Quote from: kaysixteen on January 16, 2022, 08:45:45 PM
Like it or not, the term 'classics' or 'classical studies' has a long pedigree in this country, and deservedly so.   The fact that some people do not like it, well that's too bad.

What is the history of a seemingly generic term like "classic" being applied a very tightly defined time and place?
For example from another context, "classics" refers to rock and roll songs recorded between 1959 and 1972.

downer

Maybe we should call it "Classix". Seems more PC.

I remember suggestions back in the 1980s for calling those courses covering the classics "Dead white men". If I remember rightly, the idea was that it would increase enrollment in them.

Things were more feisty back then.
"When fascism comes to America, it will be wrapped in the flag and carrying a cross."—Sinclair Lewis

marshwiggle

Quote from: Hibush on January 17, 2022, 08:24:06 AM
Quote from: kaysixteen on January 16, 2022, 08:45:45 PM
Like it or not, the term 'classics' or 'classical studies' has a long pedigree in this country, and deservedly so.   The fact that some people do not like it, well that's too bad.

What is the history of a seemingly generic term like "classic" being applied a very tightly defined time and place?
For example from another context, "classics" refers to rock and roll songs recorded between 1959 and 1972.

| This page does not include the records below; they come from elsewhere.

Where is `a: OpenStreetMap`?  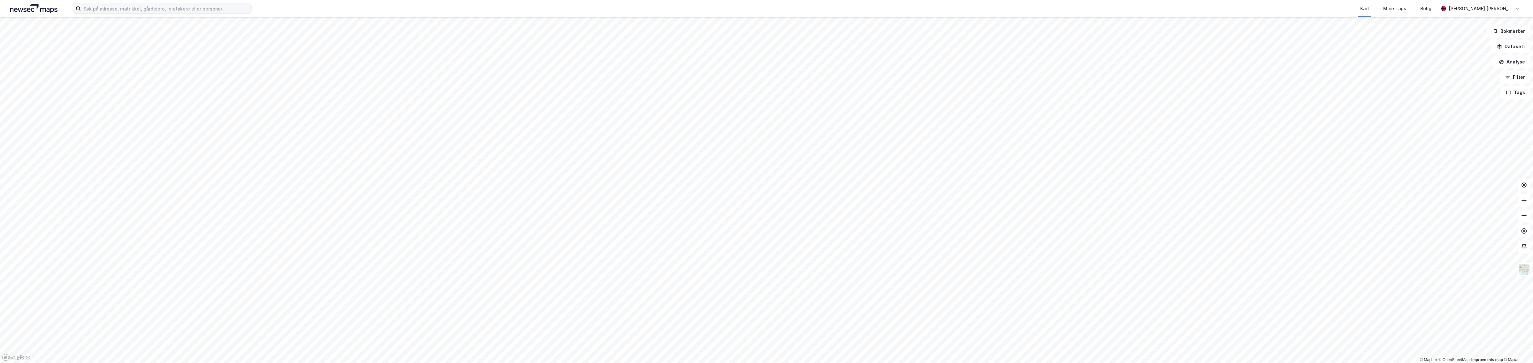 a: OpenStreetMap is located at coordinates (1454, 360).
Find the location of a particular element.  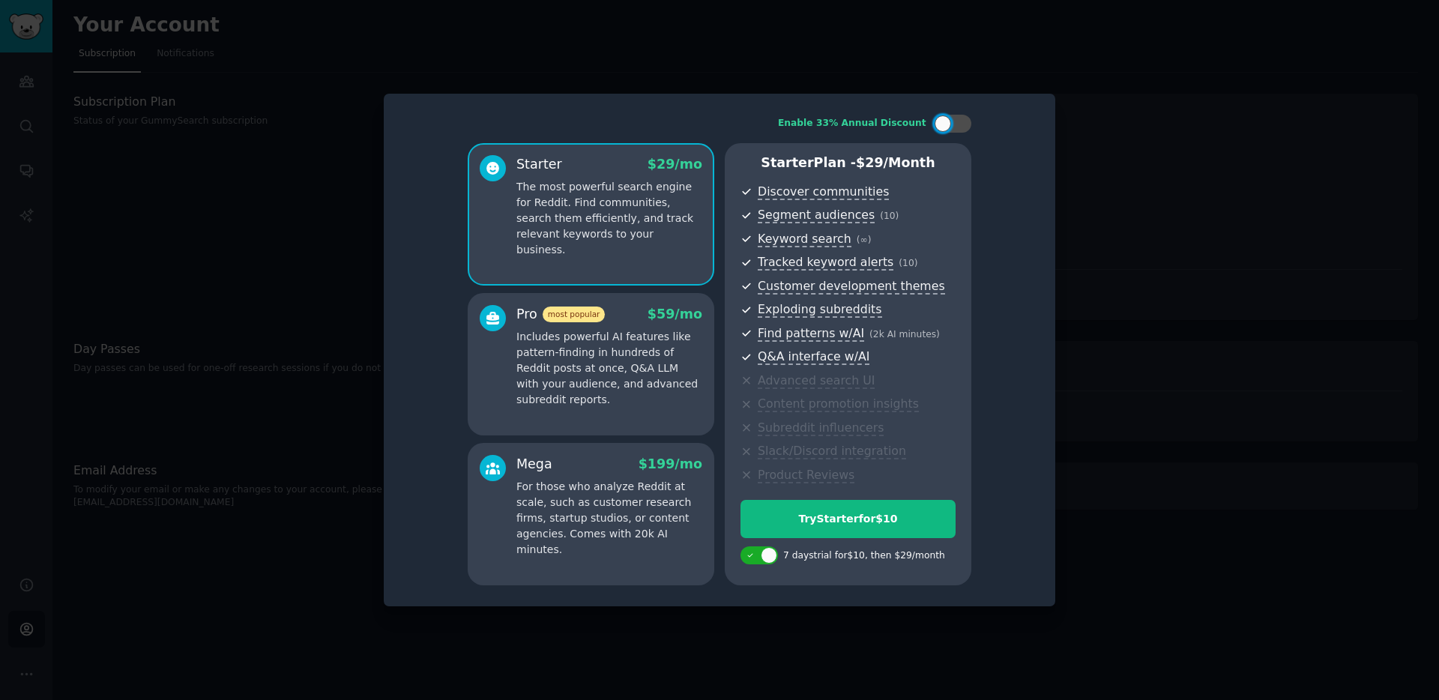

div: 7 days trial for $10 , then $ 29 /month is located at coordinates (864, 556).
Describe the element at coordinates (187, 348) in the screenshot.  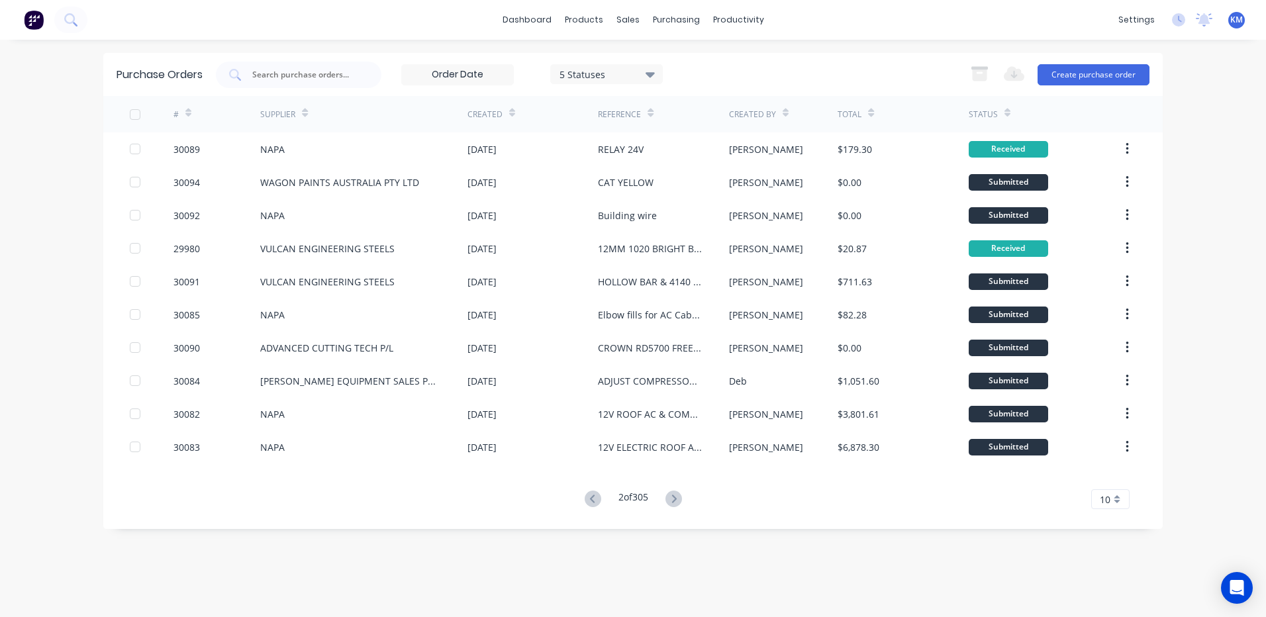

How about "modern" and "post-modern", (a stupid term if there ever was one). What's next? "Pre-futurist"????
It takes so little to be above average.

dismalist


QuoteHow about "modern" and "post-modern", (a stupid term if there ever was one).

--post-structural;
--post-feminist;
--post-modern;
--post-philosophical.
_________________

--post-office
That's not even wrong!
--Wolfgang Pauli

mamselle

Well, if you don't know what they mean, of course they don't make sense.

If you do, they do.

Ergo...

M.
Forsake the foolish, and live; and go in the way of understanding.

Reprove not a scorner, lest they hate thee: rebuke the wise, and they will love thee.

Give instruction to the wise, and they will be yet wiser: teach the just, and they will increase in learning.

Hibush

Quote from: dismalist on January 17, 2022, 10:08:27 AM

--post-office

We entered the post-office era nearly two years ago. Not only did we leave our offices, but the postmaster general was busy making sure the classic meaning of "post office" could leave the language soon.

dismalist

That's not even wrong!
--Wolfgang Pauli

Durchlässigkeitsbeiwert

Quote from: dismalist on January 18, 2022, 01:54:49 PM
Maybe using Asterix and Obelix as source material for a classics course would work wonders:
Should it also include educational "flame purification" ceremony?
https://nationalpost.com/news/canada/book-burning-at-ontario-francophone-schools-as-gesture-of-reconciliation-denounced

mamselle

Quote from: hungry_ghost on January 16, 2022, 08:41:00 PM
Quote from: Hibush on January 16, 2022, 04:01:15 PM
As sophisticated as the Han dynasty was, it is easy to imagine that the Romans considered them to be Barbarians when they encountered each other.

Why?

Because they didn't speak Latin (the eponymous definition of "barbarian") in the first place, but also because when a monadnockial monolinguist encounters heterolingual folk, they immediately project lack of learning on the 'other' and deride them, in order to feel better about themselves.

But you knew that, right?

;--}

M. 
Forsake the foolish, and live; and go in the way of understanding.

Reprove not a scorner, lest they hate thee: rebuke the wise, and they will love thee.

Give instruction to the wise, and they will be yet wiser: teach the just, and they will increase in learning.